TODO: example TransWarp heat map

Finally, since the statistical throws make the variance in the mean chi squared depend on total number of events, we need a standard for the sample size used in warping studies. Our standard is 12e20 Monte Carlo POT to match the data exposure. We don't have time to process 12e20 MC POT during MINERvA101 (although FermiGrid might help), so this tutorial is only a first look at a warping study for an inclusive analysis.

Your Warps

  • Turn the 2p2h tune off. This is a very aggressive tune that most results violently disagree with. But the inclusive analysis is so generic that it can survive this test.
  • Change our pion model. MnvTunev2, the successor to MnvTunev1, has a pion-based reweight that we'll use. The low Q2 pion suppression reweight is an empirical correction for the data/MC discrepancy we see in our coherent pion analysis.
  • Change our DIS model. In the Low Energy 2D inclusive result, Amy pointed out that DIS dominates in the high pz, high pT regions where the data and MC disagree most violently. Our colleagues from Aligarh Muslim University had just developed a new model for neutrino Deep Inelastic Scattering that we compared to MnvTunev1. We're going to reweight GENIE to this AMU model to simulate different DIS kinematics in nature.

Your Task

Modify runEventLoop to produce warped migration matrices. Look for the Model object set up in main() and add/remove Reweighters to set up Your Warps. TransWarpExtractor only uses the CV migration matrix, so use runEventLoop with systematics turned off for the warps to make sure you can finish this exercise in time.

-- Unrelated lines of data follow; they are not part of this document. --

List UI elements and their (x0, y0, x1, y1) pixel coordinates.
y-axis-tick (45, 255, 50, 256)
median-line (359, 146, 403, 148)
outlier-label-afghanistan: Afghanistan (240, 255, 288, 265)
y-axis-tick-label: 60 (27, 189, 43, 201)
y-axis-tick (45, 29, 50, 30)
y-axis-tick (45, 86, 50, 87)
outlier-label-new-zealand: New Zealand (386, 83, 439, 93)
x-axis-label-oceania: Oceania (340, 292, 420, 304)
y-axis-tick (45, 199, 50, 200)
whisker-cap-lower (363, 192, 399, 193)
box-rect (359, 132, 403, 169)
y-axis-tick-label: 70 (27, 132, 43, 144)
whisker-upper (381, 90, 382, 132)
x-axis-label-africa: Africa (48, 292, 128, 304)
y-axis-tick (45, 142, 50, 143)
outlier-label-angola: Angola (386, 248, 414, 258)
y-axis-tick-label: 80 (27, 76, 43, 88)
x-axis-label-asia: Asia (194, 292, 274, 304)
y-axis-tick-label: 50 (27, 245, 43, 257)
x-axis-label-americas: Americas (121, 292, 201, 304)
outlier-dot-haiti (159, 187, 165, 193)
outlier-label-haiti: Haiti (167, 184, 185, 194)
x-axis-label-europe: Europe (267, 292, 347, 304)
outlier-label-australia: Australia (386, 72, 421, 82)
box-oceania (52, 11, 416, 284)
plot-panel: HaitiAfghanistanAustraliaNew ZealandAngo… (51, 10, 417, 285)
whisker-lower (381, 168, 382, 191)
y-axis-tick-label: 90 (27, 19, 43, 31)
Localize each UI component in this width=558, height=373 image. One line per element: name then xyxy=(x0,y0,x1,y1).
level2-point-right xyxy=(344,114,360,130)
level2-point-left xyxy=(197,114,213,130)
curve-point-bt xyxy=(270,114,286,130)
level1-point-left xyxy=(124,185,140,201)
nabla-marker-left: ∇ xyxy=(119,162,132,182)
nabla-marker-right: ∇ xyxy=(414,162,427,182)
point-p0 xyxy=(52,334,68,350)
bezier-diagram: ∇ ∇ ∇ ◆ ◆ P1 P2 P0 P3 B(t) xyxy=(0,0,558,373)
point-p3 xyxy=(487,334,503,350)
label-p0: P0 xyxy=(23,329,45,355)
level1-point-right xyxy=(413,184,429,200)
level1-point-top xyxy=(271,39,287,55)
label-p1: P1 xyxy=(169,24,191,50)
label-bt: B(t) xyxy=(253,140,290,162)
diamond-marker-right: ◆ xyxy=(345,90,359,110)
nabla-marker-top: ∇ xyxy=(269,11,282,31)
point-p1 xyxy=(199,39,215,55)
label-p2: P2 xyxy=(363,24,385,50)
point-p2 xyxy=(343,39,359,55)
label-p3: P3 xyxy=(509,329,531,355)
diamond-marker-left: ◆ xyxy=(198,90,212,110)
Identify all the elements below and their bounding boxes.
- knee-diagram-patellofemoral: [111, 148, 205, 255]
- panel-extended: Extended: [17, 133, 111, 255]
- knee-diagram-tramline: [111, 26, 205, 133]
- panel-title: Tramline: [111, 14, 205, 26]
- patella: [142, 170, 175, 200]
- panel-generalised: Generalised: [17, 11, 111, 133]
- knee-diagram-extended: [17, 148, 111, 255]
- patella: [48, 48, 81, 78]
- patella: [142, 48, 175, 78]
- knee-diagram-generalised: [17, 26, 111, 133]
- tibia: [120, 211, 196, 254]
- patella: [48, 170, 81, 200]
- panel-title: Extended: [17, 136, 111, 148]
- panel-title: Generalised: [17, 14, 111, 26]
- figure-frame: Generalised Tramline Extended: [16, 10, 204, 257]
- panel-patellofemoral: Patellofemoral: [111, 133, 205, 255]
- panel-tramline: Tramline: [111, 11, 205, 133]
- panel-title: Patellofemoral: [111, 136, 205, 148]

The runTransWarp.sh script maps runEventLoop's histograms to TransWarpExtractor's command line arguments. Run it like runTransWarp.sh fakeData.root warped.root. It will produce a file named TODO each time it is run. Open these files like this:

root -l TODO.root
TBrowser tb; //Graphical display of directories, histograms, and other ROOT objects

Now, look at the truncated mean chi2 versus iteration histograms in directory TODO which are named TODO and choose the minimum number of iterations for each warp. We usually publish a result using the largest minimum number of iterations among 3-4 warps.

Solution

We'll discuss in person what number of iterations we should choose and whether our warps are reasonable. I'll fill in some plots here later.